Tom Weir edited this page Jun 5, 2016 · 2 revisions

Debugging scripts from Ruby GEMS

You can debug any Ruby gems with executables the same way as your own scripts. The only trouble is finding the executable Ruby script to use for your launch settings. The scenarios below may help you to locate them/it on your system. For demonstration purposes, assume we want to run a rails server. If you're intending to debug something else, replace rails with the command you want to debug.

Linux or Mac OSX

Using bundler

Install the bin stubs (the executable ruby scripts) for the gems you have told bundler about (in your Gemfile) in the workspace bin folder with bundler install --binstubs. Then use ${workspaceRoot}/bin/rails as the process path.

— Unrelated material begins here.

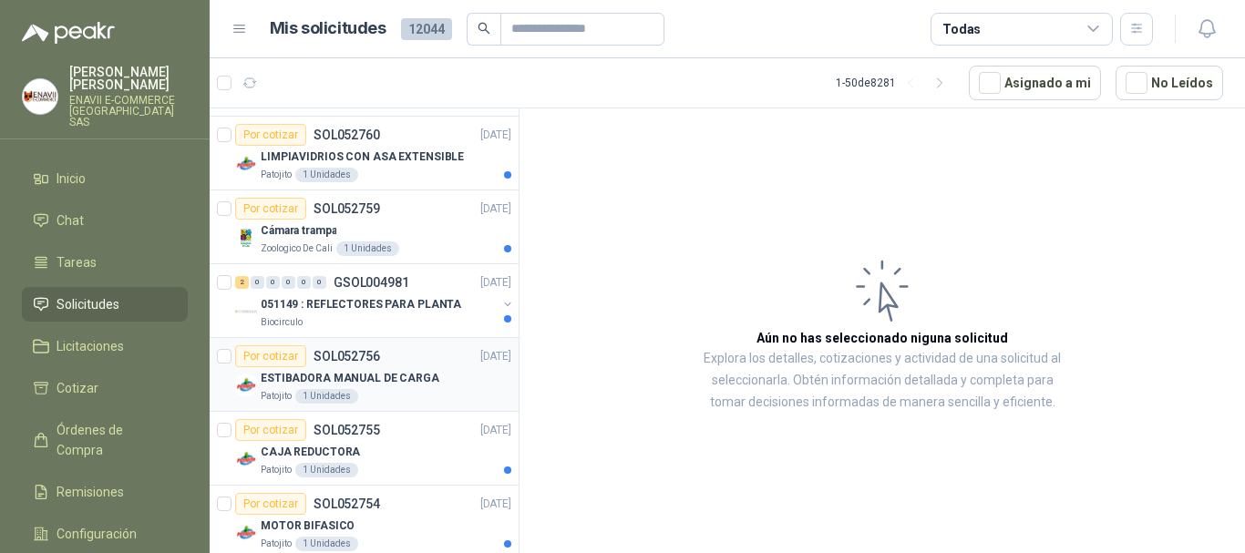 The width and height of the screenshot is (1245, 553). What do you see at coordinates (298, 231) in the screenshot?
I see `p: Cámara trampa` at bounding box center [298, 231].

If you don't want the bin stubs installed, you'll have to look at the other scenarios below.

With a single ruby version installed - or using rvm

In a terminal, type:

less `which rails`

If the file has ruby code in it, then that's the file you want. Type which rails to get the process path. If it doesn't, it should have a line with something like /usr/bin/ruby /path/to/rails/script/rails. You'll need the last path in that line as your process path.

Using rbenv

In a terminal, type rbenv which rails to get the process path.

Using rvm

The default rvm will be used to run the debugger, which can lead to unexpected results if your default differs from the ruby version configured for your repo. The workaround is to change rvm's default ruby version to match the repo's expected version. In a terminal, type rvm use <ruby-version> --default to get things working. Once this is done, specifying the bundler & rdebug-ide paths is no longer required, and things load properly.

Windows

Your gem executable scripts will be in the same path as your ruby executable. Which, if you've used the RailsInstaller, will give you something like C:\RailsInstaller\Ruby2.2.0\bin\rails for your process path.

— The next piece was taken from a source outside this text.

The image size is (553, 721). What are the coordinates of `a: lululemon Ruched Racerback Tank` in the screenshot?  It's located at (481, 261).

Note: don't use the .bat file, that's a wrapper so you the rails script can be run for the command line.

Setting up your launch

Open your VS Code launch.json file (Click the gear icon on the debug sidebar) and set the "program" string to the process path you identified above. e.g. "program": "/Users/Hooky/.rbenv/versions/2.2.0/bin/rails".

Set the "args" object to an array of argument string you need to pass to the process you are debugging. For our example we would use: "args": ["server"].

Using the "attach" option

You can use the same settings for the attach configuration for standard debugging, just use the process path above as your script file to run with rdebug-ide.